Abstract

The interrelation of thermodynamics and statistical properties of quantum systems can be demonstrated with comparatively little mathematical effort using two state systems (or two state particles). Basic results are summarized for this model system. The entropy can be interpreted as the entropy of mixing particles in their low and high energy state. Thus, an apparent single component system can be considered as a two component system with variable particle numbers. This result has recently been generalized for elementary bosonic and fermionic systems or particles with many different excited states. In this case, one has to take into account as many components as different internal states of the particles are available. The numbers of particles of each component, however, are not constant but depend on the temperature at thermal equilibrium according to statistical principles.In the literature, the concept of negative internal temperatures was previously introduced to characterize and describe special inverted occupation probabilities out of thermal equilibrium. This interpretation of inverted occupation numbers is revisited explicitly for nuclear spin systems. The interpretation of inverted occupancy by negative temperature is based on ignoring athermal contributions to the internal energy due to the inversion procedure. Accordingly, negative temperatures are not justified in the case of systems out of thermal equilibrium but seem to be misleading and confusing. Instead, the different states of the particles represent distinctive components possessing different chemical potentials, magnetic moments or other properties. The present paper intends to remove the confusion about negative temperatures. It shows how processes out of thermal equilibrium are described and understood without difficulties by balancing the different kinds of particles together with their energy and production of entropy within the framework of thermodynamics.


▶ _YOUR TASK_:
Copy everything in the records exactly; the pictures stay out.

********************

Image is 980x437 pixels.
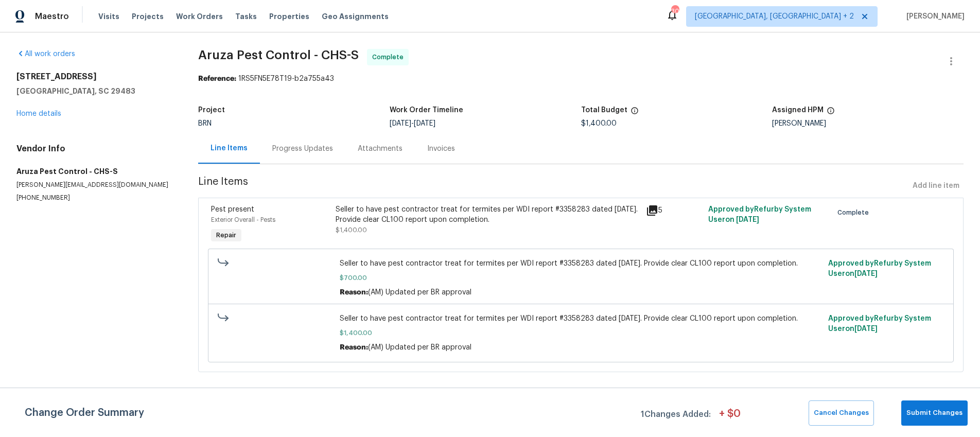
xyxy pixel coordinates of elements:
[838,207,873,218] span: Complete
[428,143,455,154] div: Invoices
[335,227,367,233] span: $1,400.00
[16,50,75,58] a: All work orders
[212,230,240,240] span: Repair
[340,313,821,324] span: Seller to have pest contractor treat for termites per WDI report #3358283 dated [DATE]. Provide c...
[176,12,223,21] span: Work Orders
[828,260,931,278] span: Approved by Refurby System User on
[211,217,276,223] span: Exterior Overall - Pests
[340,273,821,283] span: $700.00
[211,206,255,213] span: Pest present
[198,120,211,127] span: BRN
[736,216,759,223] span: [DATE]
[16,166,174,177] h5: Aruza Pest Control - CHS-S
[772,120,964,127] div: [PERSON_NAME]
[368,344,472,351] span: (AM) Updated per BR approval
[322,12,388,21] span: Geo Assignments
[826,107,835,120] span: The hpm assigned to this work order.
[198,49,358,61] span: Aruza Pest Control - CHS-S
[581,107,627,113] h5: Total Budget
[372,52,407,62] span: Complete
[269,12,309,21] span: Properties
[630,107,639,120] span: The total cost of line items that have been proposed by Opendoor. This sum includes line items th...
[581,120,617,127] span: $1,400.00
[854,270,877,278] span: [DATE]
[357,143,403,154] div: Attachments
[335,205,640,225] div: Seller to have pest contractor treat for termites per WDI report #3358283 dated [DATE]. Provide c...
[98,12,119,21] span: Visits
[235,12,257,20] span: Tasks
[198,107,225,113] h5: Project
[902,12,965,21] span: [PERSON_NAME]
[16,193,174,203] p: [PHONE_NUMBER]
[772,107,823,113] h5: Assigned HPM
[646,205,702,217] div: 5
[390,120,435,127] span: -
[25,401,144,425] span: Change Order Summary
[198,75,236,83] b: Reference:
[340,344,368,351] span: Reason:
[828,315,931,332] span: Approved by Refurby System User on
[390,107,463,113] h5: Work Order Timeline
[35,12,69,21] span: Maestro
[854,326,877,332] span: [DATE]
[390,120,411,127] span: [DATE]
[414,120,435,127] span: [DATE]
[708,206,811,223] span: Approved by Refurby System User on
[368,289,472,296] span: (AM) Updated per BR approval
[695,12,854,21] span: [GEOGRAPHIC_DATA], [GEOGRAPHIC_DATA] + 2
[16,85,174,96] h5: [GEOGRAPHIC_DATA], SC 29483
[340,258,821,269] span: Seller to have pest contractor treat for termites per WDI report #3358283 dated [DATE]. Provide c...
[16,71,174,82] h2: [STREET_ADDRESS]
[198,74,964,84] div: 1RS5FN5E78T19-b2a755a43
[672,6,678,16] div: 30
[340,328,821,338] span: $1,400.00
[16,143,174,154] h4: Vendor Info
[340,289,368,296] span: Reason:
[198,177,908,196] span: Line Items
[132,12,163,21] span: Projects
[210,143,248,154] div: Line Items
[16,110,61,117] a: Home details
[16,181,174,189] p: [PERSON_NAME][EMAIL_ADDRESS][DOMAIN_NAME]
[272,143,333,154] div: Progress Updates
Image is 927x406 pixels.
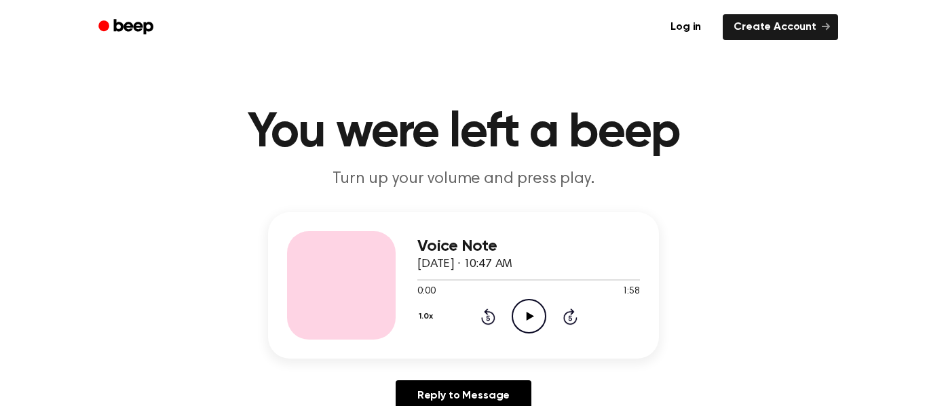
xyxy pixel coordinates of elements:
span: 0:00 [417,285,435,299]
span: 1:58 [622,285,640,299]
a: Create Account [722,14,838,40]
h3: Voice Note [417,237,640,256]
h1: You were left a beep [116,109,811,157]
span: [DATE] · 10:47 AM [417,258,512,271]
button: 1.0x [417,305,438,328]
p: Turn up your volume and press play. [203,168,724,191]
a: Beep [89,14,166,41]
a: Log in [657,12,714,43]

********************

▶ _COMPLETED TASK_:
Image is 980x437 pixels.
xyxy pixel coordinates of elements:
[838,207,873,218] span: Complete
[428,143,455,154] div: Invoices
[335,227,367,233] span: $1,400.00
[16,50,75,58] a: All work orders
[212,230,240,240] span: Repair
[340,313,821,324] span: Seller to have pest contractor treat for termites per WDI report #3358283 dated [DATE]. Provide c...
[176,12,223,21] span: Work Orders
[828,260,931,278] span: Approved by Refurby System User on
[211,217,276,223] span: Exterior Overall - Pests
[340,273,821,283] span: $700.00
[211,206,255,213] span: Pest present
[198,120,211,127] span: BRN
[736,216,759,223] span: [DATE]
[16,166,174,177] h5: Aruza Pest Control - CHS-S
[772,120,964,127] div: [PERSON_NAME]
[368,344,472,351] span: (AM) Updated per BR approval
[322,12,388,21] span: Geo Assignments
[826,107,835,120] span: The hpm assigned to this work order.
[198,49,358,61] span: Aruza Pest Control - CHS-S
[581,107,627,113] h5: Total Budget
[372,52,407,62] span: Complete
[269,12,309,21] span: Properties
[630,107,639,120] span: The total cost of line items that have been proposed by Opendoor. This sum includes line items th...
[581,120,617,127] span: $1,400.00
[854,270,877,278] span: [DATE]
[357,143,403,154] div: Attachments
[335,205,640,225] div: Seller to have pest contractor treat for termites per WDI report #3358283 dated [DATE]. Provide c...
[98,12,119,21] span: Visits
[235,12,257,20] span: Tasks
[198,107,225,113] h5: Project
[902,12,965,21] span: [PERSON_NAME]
[16,193,174,203] p: [PHONE_NUMBER]
[772,107,823,113] h5: Assigned HPM
[646,205,702,217] div: 5
[390,120,435,127] span: -
[25,401,144,425] span: Change Order Summary
[198,75,236,83] b: Reference:
[340,344,368,351] span: Reason:
[828,315,931,332] span: Approved by Refurby System User on
[390,107,463,113] h5: Work Order Timeline
[35,12,69,21] span: Maestro
[854,326,877,332] span: [DATE]
[390,120,411,127] span: [DATE]
[414,120,435,127] span: [DATE]
[708,206,811,223] span: Approved by Refurby System User on
[368,289,472,296] span: (AM) Updated per BR approval
[695,12,854,21] span: [GEOGRAPHIC_DATA], [GEOGRAPHIC_DATA] + 2
[16,85,174,96] h5: [GEOGRAPHIC_DATA], SC 29483
[340,258,821,269] span: Seller to have pest contractor treat for termites per WDI report #3358283 dated [DATE]. Provide c...
[16,71,174,82] h2: [STREET_ADDRESS]
[198,74,964,84] div: 1RS5FN5E78T19-b2a755a43
[672,6,678,16] div: 30
[340,328,821,338] span: $1,400.00
[16,143,174,154] h4: Vendor Info
[340,289,368,296] span: Reason:
[198,177,908,196] span: Line Items
[132,12,163,21] span: Projects
[210,143,248,154] div: Line Items
[16,110,61,117] a: Home details
[16,181,174,189] p: [PERSON_NAME][EMAIL_ADDRESS][DOMAIN_NAME]
[272,143,333,154] div: Progress Updates
Image is 927x406 pixels.
xyxy pixel coordinates of elements:
span: 0:00 [417,285,435,299]
span: 1:58 [622,285,640,299]
a: Create Account [722,14,838,40]
h3: Voice Note [417,237,640,256]
h1: You were left a beep [116,109,811,157]
span: [DATE] · 10:47 AM [417,258,512,271]
button: 1.0x [417,305,438,328]
p: Turn up your volume and press play. [203,168,724,191]
a: Beep [89,14,166,41]
a: Log in [657,12,714,43]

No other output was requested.